WNDYR | BLOG

Healthy NPS, healthy business? We think so

Written by The WNDYR Team | Jan 20, 2024 2:01:00 PM

We're not much for bragging. So we hope you'll forgive us, just this once. Because we're pretty proud of our NPS. Not just because we like high numbers, but because of what it says about our relationship with customers.

If you don't know, NPS stands for Net Promoter Score. It uses survey results to measure what percentage of your customers would recommend your business (promoters) vs. how many would warn people against it (detractors). The "net" is promoters minus detractors. It can range from -100 up to 100. An NPS of 0 would mean you have as many promoters as detractors. NPS has been pretty much the gold standard customer loyalty metric since it was introduced in 2003.

So what's a good NPS? The industry average for B2B software and SaaS companies is 40. For general technology & services providers, it's 61. And for consulting firms, it's 68.

WNDYR's 12-month rolling average NPS as of June, 2024 is... drum roll please... 82.

So whichever of those three industries you put WNDYR in - and we're a little bit of each - our NPS comfortably beats the industry average.

Customers cannot thrive on tech alone

Now, an NPS like that doesn't just happen because you build great tech. There's been lots of marvelous, elegant, sophisticated technology that flopped with the public. The business graveyard is littered with the remains of some amazing feats of engineering. 

We earn that NPS by focusing on serving customers. By listening to them. By paying close attention to what they need, and keeping those needs at the heart of the solutions we design. 

It seems like a simple idea.
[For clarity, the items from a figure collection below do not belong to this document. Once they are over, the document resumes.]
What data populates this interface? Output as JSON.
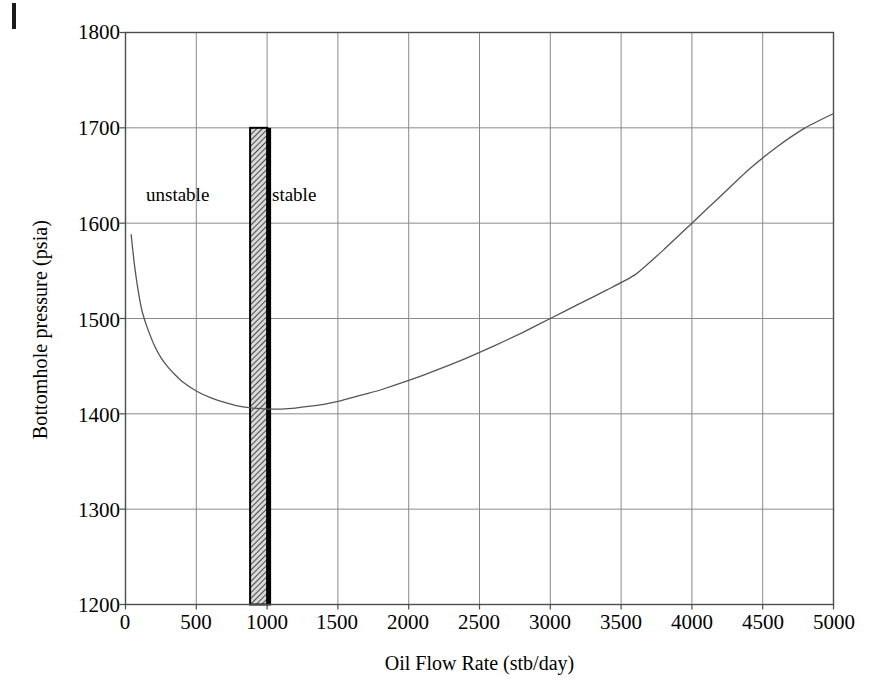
{
  "chart_data": {
    "type": "line",
    "title": "",
    "xlabel": "Oil Flow Rate (stb/day)",
    "ylabel": "Bottomhole pressure (psia)",
    "xlim": [
      0,
      5000
    ],
    "ylim": [
      1200,
      1800
    ],
    "xticks": [
      "0",
      "500",
      "1000",
      "1500",
      "2000",
      "2500",
      "3000",
      "3500",
      "4000",
      "4500",
      "5000"
    ],
    "yticks": [
      "1200",
      "1300",
      "1400",
      "1500",
      "1600",
      "1700",
      "1800"
    ],
    "grid": true,
    "legend": "none",
    "series": [
      {
        "name": "Tubing performance curve",
        "x": [
          40,
          60,
          80,
          100,
          120,
          150,
          200,
          250,
          300,
          350,
          400,
          500,
          600,
          700,
          800,
          900,
          1000,
          1100,
          1200,
          1300,
          1400,
          1500,
          1600,
          1700,
          1800,
          2000,
          2200,
          2400,
          2600,
          2800,
          3000,
          3200,
          3400,
          3600,
          3800,
          4000,
          4200,
          4400,
          4600,
          4800,
          5000
        ],
        "y": [
          1588,
          1560,
          1538,
          1520,
          1506,
          1492,
          1473,
          1459,
          1449,
          1441,
          1434,
          1424,
          1417,
          1412,
          1408,
          1406,
          1405,
          1405,
          1406,
          1408,
          1410,
          1413,
          1417,
          1421,
          1425,
          1435,
          1446,
          1458,
          1471,
          1485,
          1500,
          1515,
          1530,
          1546,
          1572,
          1600,
          1628,
          1656,
          1680,
          1700,
          1715
        ]
      }
    ],
    "annotations": [
      {
        "name": "stability-band",
        "kind": "shaded-vertical-band",
        "x_start": 880,
        "x_end": 1000,
        "y_top": 1700,
        "y_bottom": 1200,
        "fill": "#8c8c8c",
        "edge": "#000000"
      }
    ]
  },
  "labels": {
    "unstable": "unstable",
    "stable": "stable"
  },
  "axis": {
    "x_title": "Oil Flow Rate (stb/day)",
    "y_title": "Bottomhole pressure (psia)",
    "x_ticks": [
      "0",
      "500",
      "1000",
      "1500",
      "2000",
      "2500",
      "3000",
      "3500",
      "4000",
      "4500",
      "5000"
    ],
    "y_ticks": [
      "1800",
      "1700",
      "1600",
      "1500",
      "1400",
      "1300",
      "1200"
    ]
  },
  "colors": {
    "curve": "#555555",
    "axis": "#4d4d4d",
    "grid": "#8a8a8a",
    "band_fill": "#8c8c8c",
    "band_edge": "#000000",
    "text": "#000000",
    "background": "#ffffff"
  }
}
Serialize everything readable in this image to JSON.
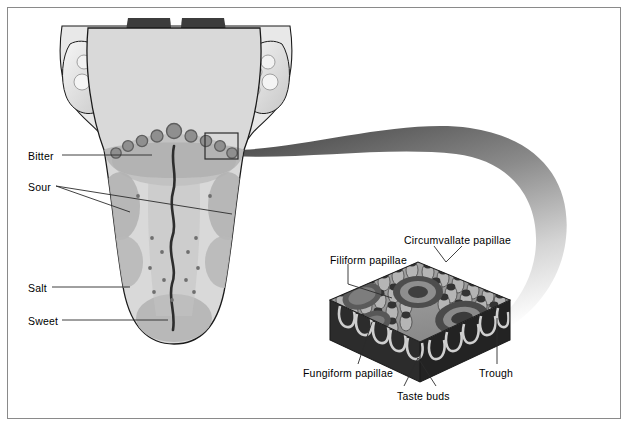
{
  "figure": {
    "frame_color": "#8a8a8a",
    "background": "#ffffff"
  },
  "taste_labels": [
    {
      "id": "bitter",
      "text": "Bitter",
      "x": 28,
      "y": 151
    },
    {
      "id": "sour",
      "text": "Sour",
      "x": 28,
      "y": 182
    },
    {
      "id": "salt",
      "text": "Salt",
      "x": 28,
      "y": 283
    },
    {
      "id": "sweet",
      "text": "Sweet",
      "x": 28,
      "y": 316
    }
  ],
  "papillae_labels": [
    {
      "id": "circumvallate",
      "text": "Circumvallate papillae",
      "x": 404,
      "y": 235
    },
    {
      "id": "filiform",
      "text": "Filiform papillae",
      "x": 330,
      "y": 255
    },
    {
      "id": "fungiform",
      "text": "Fungiform papillae",
      "x": 303,
      "y": 368
    },
    {
      "id": "trough",
      "text": "Trough",
      "x": 479,
      "y": 368
    },
    {
      "id": "taste_buds",
      "text": "Taste buds",
      "x": 397,
      "y": 391
    }
  ],
  "colors": {
    "outline": "#1a1a1a",
    "tongue_base": "#d9d9d9",
    "tongue_zone": "#b4b4b4",
    "tongue_mid": "#c6c6c6",
    "throat_dark": "#3a3a3a",
    "epiglottis": "#454545",
    "tonsil_light": "#efefef",
    "papilla_fill": "#9a9a9a",
    "papilla_rim": "#6e6e6e",
    "block_dark": "#2e2e2e",
    "block_mid": "#8d8d8d",
    "block_light": "#cfcfcf",
    "swoosh_dark": "#5f5f5f",
    "leader": "#2b2b2b"
  },
  "callout_box": {
    "x": 205,
    "y": 133,
    "w": 33,
    "h": 26
  }
}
But it hasn't always been simple to put into practice. It's meant making some pivots when our best-laid plans didn't line up with what customers were actually looking for. 

Don't get us wrong. Building great tech is essential. But if it doesn't solve a real customer problem, great tech isn't enough.
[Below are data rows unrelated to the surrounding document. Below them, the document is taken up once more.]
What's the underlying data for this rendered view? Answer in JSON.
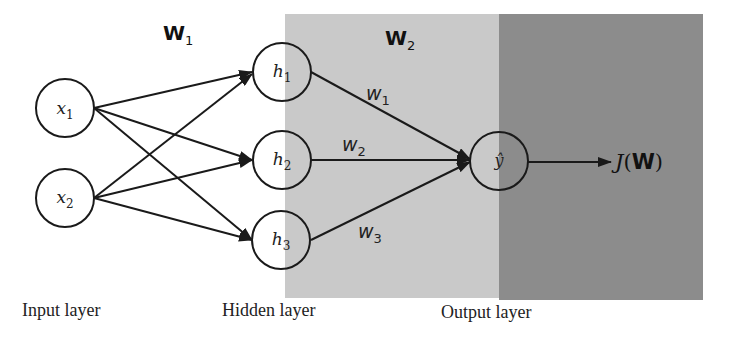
{
  "colors": {
    "background": "#ffffff",
    "hidden_output_region": "#c9c9c9",
    "output_cost_region": "#8c8c8c",
    "stroke": "#1a1a1a",
    "text": "#222222"
  },
  "weight_matrices": {
    "w1_main": "W",
    "w1_sub": "1",
    "w2_main": "W",
    "w2_sub": "2"
  },
  "nodes": {
    "input": [
      {
        "main": "x",
        "sub": "1"
      },
      {
        "main": "x",
        "sub": "2"
      }
    ],
    "hidden": [
      {
        "main": "h",
        "sub": "1"
      },
      {
        "main": "h",
        "sub": "2"
      },
      {
        "main": "h",
        "sub": "3"
      }
    ],
    "output": {
      "main": "ŷ"
    }
  },
  "edge_weights": [
    {
      "main": "w",
      "sub": "1"
    },
    {
      "main": "w",
      "sub": "2"
    },
    {
      "main": "w",
      "sub": "3"
    }
  ],
  "cost": {
    "func": "J",
    "open": "(",
    "arg": "W",
    "close": ")"
  },
  "layers": {
    "input": "Input layer",
    "hidden": "Hidden layer",
    "output": "Output layer"
  }
}
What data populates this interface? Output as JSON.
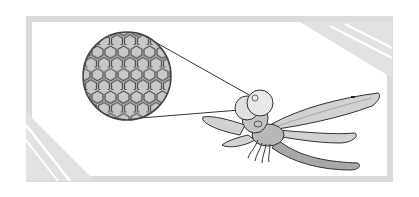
{
  "figure": {
    "colors": {
      "background": "#ffffff",
      "frame": "#dcdcdc",
      "hex_fill": "#c8c8c8",
      "hex_stroke": "#505050",
      "line": "#333333",
      "body": "#b4b4b4",
      "wing": "#d0d0d0"
    }
  }
}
But wait, is NPS all it's cracked up to be?

Just a minute, you might be thinking. Aren't the ultimate measurements of customer loyalty things like revenue, profitability, and long-term customer value? You can't pay your bills with positive sentiment, right?

Indeed, that's one of the knocks against NPS. Polling a group of current customers, somewhat self-selected by their willingness to answer a survey, doesn't necessarily reflect a product's appeal in the marketplace.
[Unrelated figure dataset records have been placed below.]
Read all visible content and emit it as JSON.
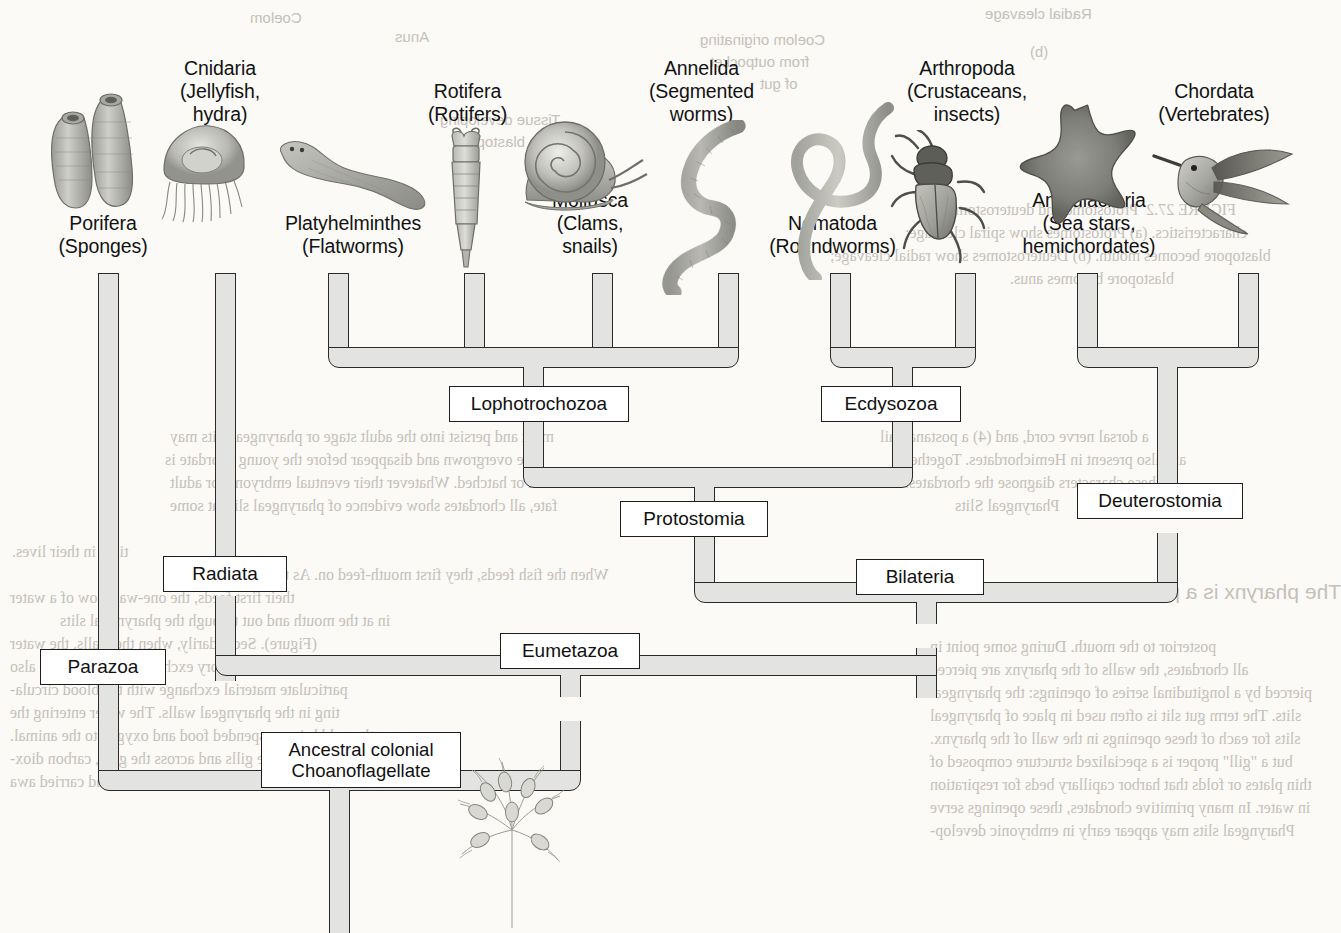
{
  "figure": {
    "kind": "phylogenetic-cladogram",
    "root_label": "Ancestral colonial Choanoflagellate"
  },
  "taxa": [
    {
      "id": "porifera",
      "name": "Porifera",
      "common": "(Sponges)",
      "icon": "sponge-illustration"
    },
    {
      "id": "cnidaria",
      "name": "Cnidaria",
      "common": "(Jellyfish,\nhydra)",
      "icon": "jellyfish-illustration"
    },
    {
      "id": "platyhelminthes",
      "name": "Platyhelminthes",
      "common": "(Flatworms)",
      "icon": "flatworm-illustration"
    },
    {
      "id": "rotifera",
      "name": "Rotifera",
      "common": "(Rotifers)",
      "icon": "rotifer-illustration"
    },
    {
      "id": "mollusca",
      "name": "Mollusca",
      "common": "(Clams,\nsnails)",
      "icon": "snail-illustration"
    },
    {
      "id": "annelida",
      "name": "Annelida",
      "common": "(Segmented\nworms)",
      "icon": "segmented-worm-illustration"
    },
    {
      "id": "nematoda",
      "name": "Nematoda",
      "common": "(Roundworms)",
      "icon": "roundworm-illustration"
    },
    {
      "id": "arthropoda",
      "name": "Arthropoda",
      "common": "(Crustaceans,\ninsects)",
      "icon": "beetle-illustration"
    },
    {
      "id": "ambulacraria",
      "name": "Ambulacraria",
      "common": "(Sea stars,\nhemichordates)",
      "icon": "sea-star-illustration"
    },
    {
      "id": "chordata",
      "name": "Chordata",
      "common": "(Vertebrates)",
      "icon": "hummingbird-illustration"
    }
  ],
  "clades": [
    {
      "id": "lophotrochozoa",
      "label": "Lophotrochozoa",
      "children": [
        "platyhelminthes",
        "rotifera",
        "mollusca",
        "annelida"
      ]
    },
    {
      "id": "ecdysozoa",
      "label": "Ecdysozoa",
      "children": [
        "nematoda",
        "arthropoda"
      ]
    },
    {
      "id": "protostomia",
      "label": "Protostomia",
      "children": [
        "lophotrochozoa",
        "ecdysozoa"
      ]
    },
    {
      "id": "deuterostomia",
      "label": "Deuterostomia",
      "children": [
        "ambulacraria",
        "chordata"
      ]
    },
    {
      "id": "bilateria",
      "label": "Bilateria",
      "children": [
        "protostomia",
        "deuterostomia"
      ]
    },
    {
      "id": "radiata",
      "label": "Radiata",
      "children": [
        "cnidaria"
      ]
    },
    {
      "id": "eumetazoa",
      "label": "Eumetazoa",
      "children": [
        "radiata",
        "bilateria"
      ]
    },
    {
      "id": "parazoa",
      "label": "Parazoa",
      "children": [
        "porifera"
      ]
    },
    {
      "id": "ancestor",
      "label": "Ancestral colonial\nChoanoflagellate",
      "children": [
        "parazoa",
        "eumetazoa"
      ]
    }
  ],
  "colors": {
    "branch_fill": "#e3e3e1",
    "branch_stroke": "#2a2a2a",
    "box_fill": "#ffffff",
    "box_stroke": "#1d1d1d",
    "page_background": "#fbfaf7",
    "text": "#121212",
    "bleed_text": "#b9b4ac"
  },
  "bleed_through": {
    "note": "mirror-image show-through text from the reverse side of the scanned book page",
    "lines": [
      {
        "id": "bt-top-1",
        "text": "Radial cleavage"
      },
      {
        "id": "bt-top-2",
        "text": "(b)"
      },
      {
        "id": "bt-top-3",
        "text": "Coelom originating"
      },
      {
        "id": "bt-top-4",
        "text": "from outpocket"
      },
      {
        "id": "bt-top-5",
        "text": "of gut"
      },
      {
        "id": "bt-top-6",
        "text": "Anus"
      },
      {
        "id": "bt-top-7",
        "text": "Coelom"
      },
      {
        "id": "bt-top-8",
        "text": "Tissue developing"
      },
      {
        "id": "bt-top-9",
        "text": "from blastopore"
      },
      {
        "id": "bt-mid-1",
        "text": "FIGURE 27.2  Protostome and deuterostome"
      },
      {
        "id": "bt-mid-2",
        "text": "characteristics. (a) Protostomes show spiral cleavage;"
      },
      {
        "id": "bt-mid-3",
        "text": "blastopore becomes mouth. (b) Deuterostomes show radial cleavage;"
      },
      {
        "id": "bt-mid-4",
        "text": "blastopore becomes anus."
      },
      {
        "id": "bt-mid-5",
        "text": "a notochord, an endostyle (thyroid gland)"
      },
      {
        "id": "bt-mid-6",
        "text": "a dorsal nerve cord, and (4) a postanal tail"
      },
      {
        "id": "bt-mid-7",
        "text": "are also present in Hemichordates. Together"
      },
      {
        "id": "bt-mid-8",
        "text": "these characters diagnose the chordates."
      },
      {
        "id": "bt-mid-9",
        "text": "Pharyngeal Slits"
      },
      {
        "id": "bt-mid-10",
        "text": "The pharynx is a part of the digestive tract"
      },
      {
        "id": "bt-mid-11",
        "text": "posterior to the mouth. During some point in"
      },
      {
        "id": "bt-mid-12",
        "text": "all chordates, the walls of the pharynx are pierced"
      },
      {
        "id": "bt-mid-13",
        "text": "pierced by a longitudinal series of openings: the pharyngeal"
      },
      {
        "id": "bt-mid-14",
        "text": "slits. The term gut slit is often used in place of pharyngeal"
      },
      {
        "id": "bt-mid-15",
        "text": "slits for each of these openings in the wall of the pharynx."
      },
      {
        "id": "bt-mid-16",
        "text": "but a \"gill\" proper is a specialized structure composed of"
      },
      {
        "id": "bt-mid-17",
        "text": "thin plates or folds that harbor capillary beds for respiration"
      },
      {
        "id": "bt-mid-18",
        "text": "in water. In many primitive chordates, these openings serve"
      },
      {
        "id": "bt-l-1",
        "text": "Pharyngeal slits may appear early in embryonic develop-"
      },
      {
        "id": "bt-l-2",
        "text": "ment and persist into the adult stage or pharyngeal slits may"
      },
      {
        "id": "bt-l-3",
        "text": "be overgrown and disappear before the young chordate is"
      },
      {
        "id": "bt-l-4",
        "text": "born or hatched. Whatever their eventual embryonic or adult"
      },
      {
        "id": "bt-l-5",
        "text": "fate, all chordates show evidence of pharyngeal slits at some"
      },
      {
        "id": "bt-l-6",
        "text": "time in their lives."
      },
      {
        "id": "bt-l-7",
        "text": "When the fish feeds, they first mouth-feed on. As the water"
      },
      {
        "id": "bt-l-8",
        "text": "their first feeds, the one-way flow of a water"
      },
      {
        "id": "bt-l-9",
        "text": "in at the mouth and out through the pharyngeal slits"
      },
      {
        "id": "bt-l-10",
        "text": "(Figure). Secondarily, when the walls, the water"
      },
      {
        "id": "bt-l-11",
        "text": "becomes a respiratory exchange surface where also"
      },
      {
        "id": "bt-l-12",
        "text": "particulate material exchange with the blood circula-"
      },
      {
        "id": "bt-l-13",
        "text": "ting in the pharyngeal walls. The water entering the"
      },
      {
        "id": "bt-l-14",
        "text": "mouth could bring suspended food and oxygen to the animal."
      },
      {
        "id": "bt-l-15",
        "text": "As it exits through the gills and across the gills, carbon diox-"
      },
      {
        "id": "bt-l-16",
        "text": "ide was given off to the departing water and carried awa"
      }
    ]
  }
}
A related concern is that a positive NPS can keep an organization from really searching for ways to improve their products - even if their financial performance is disappointing. "Our customers love it. We just need to raise awareness."

There's some truth in those criticisms. No metric is perfect. An excessive fixation on any one number in isolation isn't healthy for any business. But the positive relationship between NPS and revenue is also a fact.

NPS pays: happy customers mean a happy business

One of the first studies of NPS, by researchers at the London School of Economics, found that a 7-point increase in NPS correlated to a 1% increase in sales growth. Even more powerfully, just a 2% reduction in detractors correlated to another 0.83% in growth.

Companies with a positive NPS and low detractor scores (25% or less) grew four times as fast as those with negative net promoter scores and high detractor levels.

More recent studies have confirmed those conclusions. A 2018 paper by Staffordshire University researchers focused on the effects of NPS on one firm, the UK-based furniture retail chain DFS. It found that a sustained 1% increase in NPS would boost revenue by 0.5%, or £3 million per year. "In other words, more profit is generated by a one pp increase in NPS than by opening a new store," the report concluded.

And 2022 research by CustomerGauge found that a 10-point NPS increase strongly correlated with a 3.2% increase in up-sales revenue. Add it all up, and it's pretty clear: boosting your percentage of promoters and lowering your percentage of detractors can pump up your bottom line.

Great customer experience is the best investment you'll ever make

Here at WNDYR, we've seen the same effects over the past year. We saw dramatic increases in NPS in 2023, directly followed by strong improvements in customer growth and relationship value. 

Is this about our tech expertise? Of course, in part. We're proud of the solutions our engineers build, and we'll put our tech muscle up against anyone's.

But we think our NPS edge comes from our unique emphasis on user enablement. That's one thing that has never changed since WNDYR's earliest days: investing in, and being purposeful about, delivering an exceptional customer experience.

That starts with really getting to know our customer organizations, their processes, their priorities, their people. And it continues through the tech implementation phase to change management. It's never been only about delivering a solution.

If we have one lesson for professional services providers, that's it: there's no substitute for investing time and resources in customer experience. We think our performance in 2023 is a vindication of what WNDYR has been doing all along.

Whatever its limitations, focusing on NPS helps keep us focused on our customers. 

But hey, don't take our word for it. If your organization could benefit from taming the tangle of tools, platforms, and apps... if you need a digital transformation partner who truly understands what being a partner means... if you're ready to put technology in the service of your people and not the other way around, reach out to WNDYR today and see for yourself how we earned that 82.